Play with the Machine » strategy http://www.machinelake.com Sat, 03 Sep 2011 16:08:33 +0000 en hourly 1 Why bother if the idea sucks? http://www.machinelake.com/2008/03/10/why-bother-if-the-idea-sucks/ http://www.machinelake.com/2008/03/10/why-bother-if-the-idea-sucks/#comments Mon, 10 Mar 2008 21:42:28 +0000 gavin http://www.machinelake.com/2008/03/10/why-bother-if-the-idea-sucks/ Thinking of starting a business? Just follow along with these convenient lists!

It seems the trend with successful CEOs (and some less so) is to post a long list of things and call them your “rules for startups.” You get gems like “NEVER EVER EVER buy swag” or “Fire people who are not workaholics. don’t love their work…” along with the ordinary new business penny pinching tips. Must be nice to have those sorts of problems.

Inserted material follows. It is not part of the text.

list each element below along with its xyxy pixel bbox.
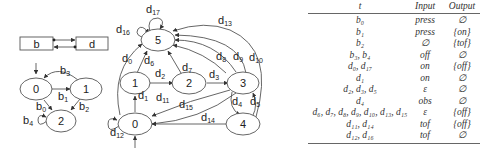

If I did a list based on my startup experiences it would be pretty short. Just one item actually:

  1. Find pain points and/or unmet needs in some current solution, fix them, have people pay you for the fix.

This is the hardest thing you’ll have to solve in your new business. Deciding on what sort of chairs and tables and soft drinks to stock will pale in comparison. Screw up Step 1 and you’ll be another small business statistic.

Since we’re on the internet, help (and more lists!) are just a search away. One of my favorites is from Evhead, Will it fly? How to Evaluate a New Product Idea. His first item, Tractability, is probably the weakest, don’t let it slow you down. The rest ask very pointed questions about your startup idea: How much value can you ultimately deliver? Is it clear why people should use it? And so on.

Foosball or table tennis? Where’s the official startup CEO decision on that?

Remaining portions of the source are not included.